Pacific Business News (Honolulu) - June 22, 2007
by Chad Blair
Thousands of techies hunched over their laptops at the Hawaii Convention Center is a sign to Joe Davis that a marketing strategy to attract major groups like engineering associations is paying off.
Providing free Internet access upon request is just part of an overall strategy to seek new business and nurture repeat bookings, said Davis, general manager of SMG, which manages and markets the center. He calls 2007 "a banner year" for engineering conferences in Honolulu, a rare bright spot in a market that has been soft in Hawaii and on the Mainland.

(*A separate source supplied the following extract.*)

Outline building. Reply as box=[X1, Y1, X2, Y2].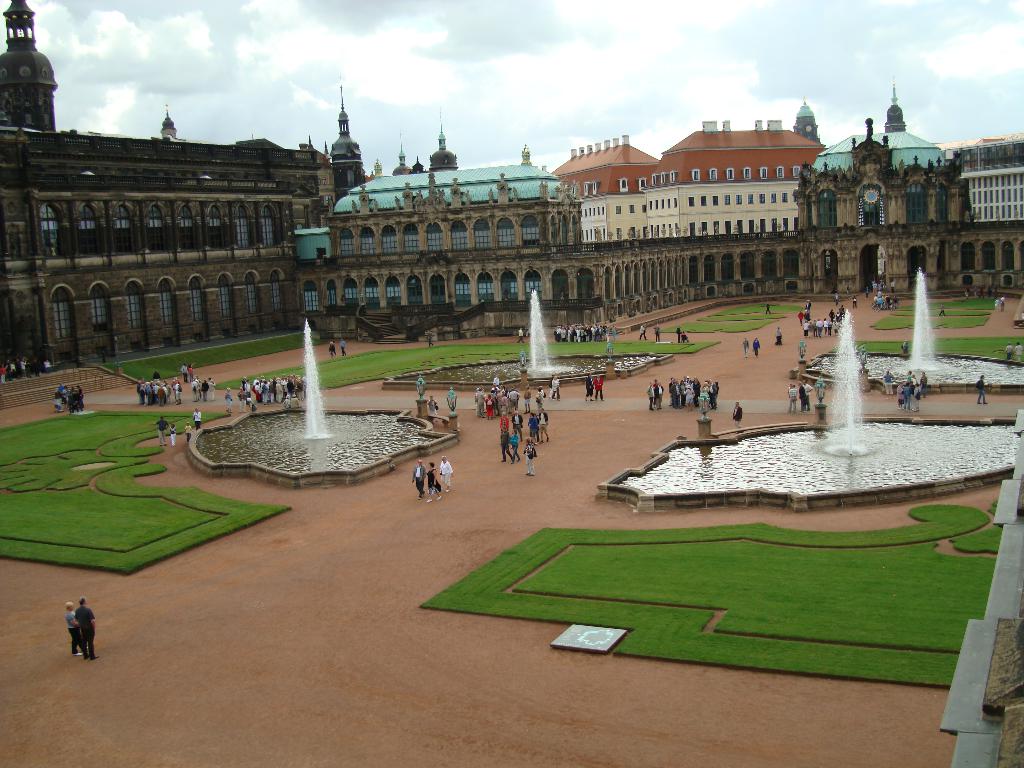
box=[940, 410, 1023, 767].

From February of this year through May 2008, at least 10 engineering or tech-related groups with an estimated 21,000-plus attendees either have held meetings or booked convention space at the center. That compares with three similar groups and 8,000 delegates from July 2005 through all of 2006.
The laptop scene happened at the center in early June, at the Institute of Electrical and Electronics Engineers' international microwave symposium. Between meetings, practically the only sound to be heard outside the ground-floor exhibition hall and the third-floor meeting rooms was the clackity clack of fingers on keyboards.
"It was great to be able to keep in touch with my home office," said Mali Mahalingam, who manages a business called Freescale Semiconductor in Tempe, Ariz. "Free broadband is not commonplace yet. I commend the center for providing it."
The IEEE's acoustic speech and signal-processing branch brought 2,000 to the convention center in April, while its electromagnetic compatibility society branch will bring 1,500 next month.
It's not just the convention center. An IEEE neural engineering symposium met at The Fairmont Orchid on the Big Island's Kohala Coast in early May, while IEEE held an antennas and propagation symposium at the Sheraton Waikiki in mid-June.
Wayne Shiroma, an engineering professor at the University of Hawaii at Manoa who was chairman of the microwave conference, said the recent spate of conferences brings a new dimension to how UH can serve as an economic engine for the state.
"Not only can UH increase the work force and produce technological innovations, but that bolsters Hawaii's top industry, tourism," he said.
Peter Crouch, dean of the UH engineering school, echoed that view.